Květa Šestáková

* 1921  †︎ Neznámý

Celé nahrávky jsou k dispozici pouze pro přihlášené uživatele.

The seized farm was used by the Communist Party officials as the headquarters of the National Committee and the JZD (Unified Agriculture Cooperative)

Květa Šestáková v roce 2011
Květa Šestáková v roce 2011
zdroj: ÚSTR

Květa Šestáková was born on October 27, 1921 in Ronov nad Doubravou in the family mill. In 1922 her parents moved to Mikov u Vavřinče in the Mělník district. Here they started farming, as their father had acquired a large plot of land: 80 hectares of forest and 40 hectares of fields. In 1923, his brother Václav was born in Mikov, and four years later his sister Jana. His father was an evangelical. Květa Šestáková went to the municipal school in Malý Újezd, she attended the town school in Mělník. After completing her primary education, she entered the family school in Trutnov (1938-1939). She then attended a girls‘ horticultural school in Prague-Krč, and from 1942 she worked in a dairy in Tábor. After two years she returned home from Tábor and helped her parents on the farm. In February 1948 she married Václav Šesták, a farmer in Zahájí near Mělník Vtelno. They had two daughters, Eva and Zora. Despite the unfavourable political situation after the communist coup, they were able to work and live on their farm for the first three years after their marriage. However, in 1951, as private farmers, they received an eviction order from the National Committee in Zahájí to move to the abandoned mill in Skuhrov within twenty-four hours. Václav Šesták asked for an extension of the deadline, which was changed to forty-eight hours. The seized farm of the Šesták family was used by the Communist Party officials as the headquarters of the municipal national committee and the JZD. Václav Šesták could not farm in Skuhrov because he was deployed in the mines in Kladno. Subsequently, the family moved to Mělník. After her daughters started school, Květa Šesták took a job as a cook at the training and recreation centre of the power plants in Harasov. In 1967, her husband was hired as the manager of this centre, a post he held until his death in January 1975. Květa worked at the centre until her retirement in 1978. After 1989, the family got their property back and Květa Šestáková was able to return to Zahájí, where she lived until 2001, after which she moved to a farm in Mikov, where she spent her childhood.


_Task to complete_
Each line of the listing below must be retyped exactly, with images left out.

_Record excerpts_
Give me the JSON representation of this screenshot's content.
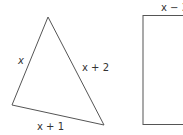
{
  "triangle": {
    "vertices": {
      "top": [
        48,
        17
      ],
      "bottom_left": [
        12,
        105
      ],
      "bottom_right": [
        104,
        125
      ]
    },
    "sides": {
      "left": "x",
      "right": "x + 2",
      "bottom": "x + 1"
    },
    "stroke_color": "#555555"
  },
  "rectangle": {
    "top_label": "x − 3",
    "x": 143,
    "y": 15,
    "width": 45,
    "height": 109,
    "stroke_color": "#555555"
  }
}
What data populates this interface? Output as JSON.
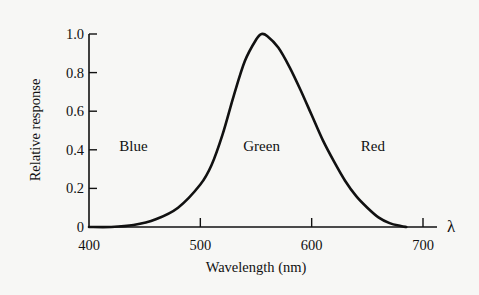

_Output_
Give me the JSON representation of this screenshot's content.
{
  "triangle": {
    "vertices": {
      "top": [
        48,
        17
      ],
      "bottom_left": [
        12,
        105
      ],
      "bottom_right": [
        104,
        125
      ]
    },
    "sides": {
      "left": "x",
      "right": "x + 2",
      "bottom": "x + 1"
    },
    "stroke_color": "#555555"
  },
  "rectangle": {
    "top_label": "x − 3",
    "x": 143,
    "y": 15,
    "width": 45,
    "height": 109,
    "stroke_color": "#555555"
  }
}
What data populates this interface? Output as JSON.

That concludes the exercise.